I’m seeing some changes that look awfully suspicious in recent years, and I’ll bet you are, too.
I know a lot of us don’t want to hear it — so we don’t.
It’s easy to ignore, for sure, by the time you run the kids to football, baseball, soccer, and scouts, get yourself to work regularly, enjoy an occasional dinner out with your spouse and friends and then try to find enough time on weekends to slip in a little fishing or hunting as well as church if you’re so inclined.
But this stuff–and a lot of it seems pretty self-evidently true, despite a red herring here and there–is going to cause all of us a lot of problems in the not-too-distant future–and not just because it means trout can’t be stocked in summer anymore across the Appalachians or that stripers won’t survive in southern rivers like Florida’s St. Johns. If it’s half as bad as some say it will be, it could affect pretty much all aspects of our lives, and of course a lot more so for our kids and grandkids and those after them.
The good news on this is, there’s growing evidence fixing it to the best of our ability will actually save us money, as well as making the planet cleaner, safer and a more pleasant place to live. And, yeah, better for anglers and boaters and hunters and the industries they support, too.

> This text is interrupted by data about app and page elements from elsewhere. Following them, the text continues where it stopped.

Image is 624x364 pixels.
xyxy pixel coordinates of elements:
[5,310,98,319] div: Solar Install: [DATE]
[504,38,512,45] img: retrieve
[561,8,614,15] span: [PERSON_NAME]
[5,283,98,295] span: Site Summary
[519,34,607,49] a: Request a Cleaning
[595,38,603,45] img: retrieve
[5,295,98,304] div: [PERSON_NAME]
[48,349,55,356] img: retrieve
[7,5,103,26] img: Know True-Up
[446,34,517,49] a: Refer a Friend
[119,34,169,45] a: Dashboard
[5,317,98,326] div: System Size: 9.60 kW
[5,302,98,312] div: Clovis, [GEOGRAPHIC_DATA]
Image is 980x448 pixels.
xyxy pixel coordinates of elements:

The Politics of Climate Change
Before we start down the road of why Climate Change appears to be happening — and it can get boring as catfishing if you’re not a large fan of climate science (well, maybe not that boring) — let’s touch on the politics of the thing, because that so far has been bigger news in the U.S. than the issue itself.
We have to have a good bit of faith in science generally to live our everyday lives–turn on the lights, start the computer, open the refrigerator, drive to work–all that stuff runs on scientific principles realized in engineering. So do outboard motors and side-scan sonars. But when it comes to Climate Science, I like many of you am more into the “prove it” stage, because a lot of the really bad stuff they say is going to happen is well into the future.

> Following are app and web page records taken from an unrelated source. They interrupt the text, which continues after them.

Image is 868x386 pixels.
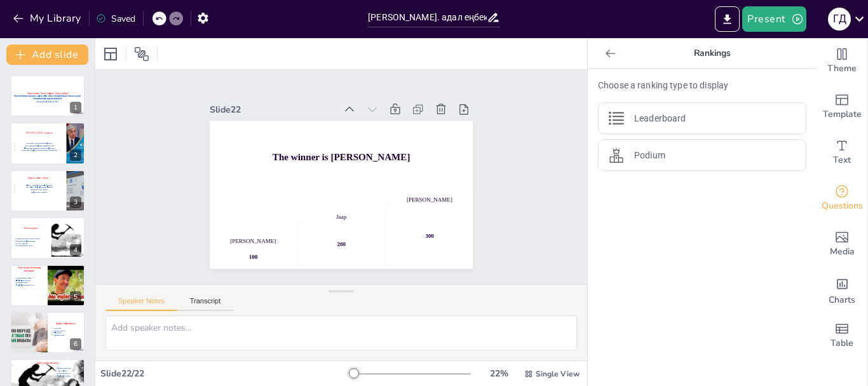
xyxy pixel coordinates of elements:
div: Г Д [829,8,851,30]
div: Add ready made slides [816,84,868,130]
div: 5 [70,291,81,303]
p: Podium [635,149,666,162]
span: Шыншыл болу қажет. [30,188,48,191]
div: [PERSON_NAME] [386,196,473,203]
div: 100 [210,244,297,269]
span: Charts [829,293,856,307]
div: 2 [70,149,81,161]
div: Layout [101,44,120,64]
span: Дағдыларды дамыту. [31,191,48,193]
span: Шыншыл болу. [16,281,28,284]
span: Адал еңбек қоғамға пайда әкеледі. [26,186,53,188]
span: Position [134,46,149,61]
div: https://cdn.sendsteps.com/images/logo/sendsteps_logo_white.pnghttps://cdn.sendsteps.com/images/lo... [10,312,85,354]
div: Jaap [298,214,386,220]
span: Топтық жұмыс [24,228,38,230]
div: Slide 22 [210,104,336,116]
div: Add text boxes [816,130,868,176]
div: 6 [70,338,81,350]
span: Жауапкершілік сезімі. [16,245,33,247]
div: https://cdn.sendsteps.com/images/logo/sendsteps_logo_white.pnghttps://cdn.sendsteps.com/images/lo... [10,170,85,212]
div: 200 [298,220,386,269]
span: Әлеуметтік байланыстарды нығайтады. [24,147,55,149]
img: PODIUM icon [609,148,624,163]
div: https://cdn.sendsteps.com/images/logo/sendsteps_logo_white.pnghttps://cdn.sendsteps.com/images/lo... [10,217,85,259]
span: Адалдықсыз қоғамда проблемалар туындайды. [21,149,58,152]
div: Slide 22 / 22 [101,368,349,380]
span: [PERSON_NAME] маңызы [26,131,53,134]
span: Адал адам болудың жолдары [17,266,41,273]
div: 300 [386,203,473,269]
span: Адал табысқа жету [36,362,58,365]
span: Кәсібилік. [53,332,61,334]
span: Media [830,245,855,259]
p: Rankings [621,38,804,69]
div: Change the overall theme [816,38,868,84]
div: https://cdn.sendsteps.com/images/logo/sendsteps_logo_white.pnghttps://cdn.sendsteps.com/images/lo... [10,265,85,307]
div: https://cdn.sendsteps.com/images/logo/sendsteps_logo_white.pnghttps://cdn.sendsteps.com/images/lo... [10,122,85,165]
button: Transcript [177,297,234,311]
div: 4 [70,244,81,256]
div: Saved [96,13,136,25]
span: Table [831,337,854,350]
div: 1 [70,102,81,113]
span: Адал адам. Адал еңбек. Адал табыс [27,92,68,95]
button: Г Д [829,6,851,32]
span: Байланыс нығайтылады. [16,240,36,243]
span: Адалдық - адамгершіліктің негізі. [26,142,52,145]
div: https://cdn.sendsteps.com/images/logo/sendsteps_logo_white.pnghttps://cdn.sendsteps.com/images/lo... [10,75,85,117]
span: Еңбек - табысқа жетудің факторы. [26,184,53,187]
button: Add slide [6,45,89,65]
button: Speaker Notes [105,297,177,311]
p: Choose a ranking type to display [598,79,807,93]
span: Single View [536,369,579,379]
h4: The winner is [PERSON_NAME] [210,152,473,162]
div: 3 [70,196,81,208]
span: Принциптерді сақтау. [16,277,33,279]
span: Студенттер пікір алмаса алады. [16,238,41,240]
span: Template [823,108,862,121]
span: Белсенді қатысу. [16,243,30,245]
span: Адал адамдар қоғамды тұрақты етеді. [25,145,55,147]
button: Present [742,6,806,32]
p: Leaderboard [635,112,686,125]
input: Insert title [368,8,487,27]
img: LEADERBOARD icon [609,111,624,126]
div: Get real-time input from your audience [816,176,868,221]
span: Theme [828,61,857,76]
div: 22 % [484,368,514,380]
span: Презентацияда адалдық, еңбек және табыс тақырыбында топтық жұмыс тапсырмалары қарастырылады. [14,95,81,100]
div: Add charts and graphs [816,267,868,313]
div: Add images, graphics, shapes or video [816,221,868,267]
span: Questions [822,199,863,213]
div: [PERSON_NAME] [210,238,297,244]
button: Export to PowerPoint [715,6,740,32]
span: Қоғамға пайдалы болу. [16,284,34,287]
span: Өз-өзіңізді дамыту. [16,279,31,282]
span: Тұрақтылық. [53,334,64,337]
span: Еңбек және табыс [27,176,49,180]
div: Add a table [816,313,868,359]
span: Generated with [URL] [37,101,58,104]
span: Text [833,153,851,168]
button: My Library [10,8,86,29]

Do they actually know what they’re talking about?
I’m starting to think maybe, yeah, for the most part, they do, and that we definitely need to start paying a bit more attention than most of us have so far. We’ll look at some of the evidence in Part 2, but it’s pretty solid. It sucks, but there it is.
One of the biggest reasons many of us have been suspicious about all this is because it first came to truly national (and international) attention with the publication of An Inconvenient Truth by Al Gore–a prominent liberal politician, to say the least–released in conjunction with a movie of the same name in 2006, read and seen by millions who had never before heard of Climate Change.

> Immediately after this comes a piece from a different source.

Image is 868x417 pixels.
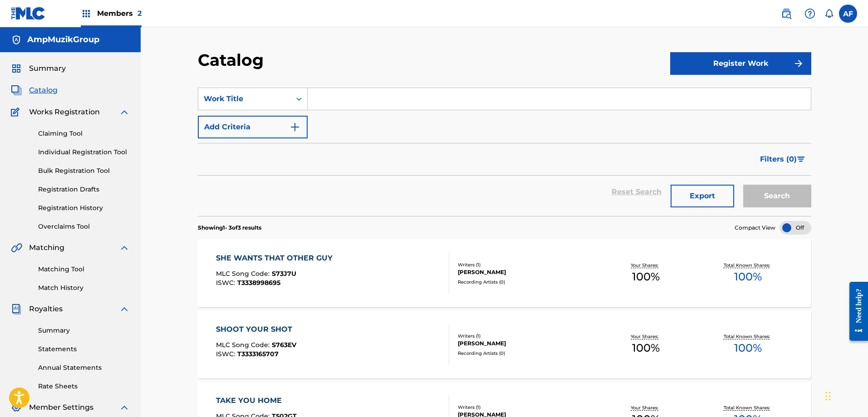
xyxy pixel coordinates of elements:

Mr. Gore got some things wrong–neither polar bears nor Adelie penguins are disappearing, for example– but he got a lot right in this book. Many of us, however, never forgave the idea for coming from a liberal. (Actually, though Al Gore may have invented the Internet, he did not invent Global Warming–that concept apparently first came from a scientist named Charles David Keeling in the 1950’s.)
Most scientists, in any case, are not swayed by political leanings in their professional life–if they were, they’d soon be out of a job because data is data, and no Republican data or Democrat data are permitted or you lose your membership card to the Academy of Science, which I gather is somewhere between Bassmaster and the IGFA for science folks. (There is such a thing as selective publication of data, however, and we’ll review that a bit later.)
We’ll take a closer look at all this tomorrow, but for the time being, paddle with me a while down this bayou with an open mind, and hopefully we can together arrive at some semblance of truth in the Climate Change issue as it affects us as outdoors families and citizens of Planet Earth, and maybe get a few ideas about what can be done on the personal level to help turn the ship.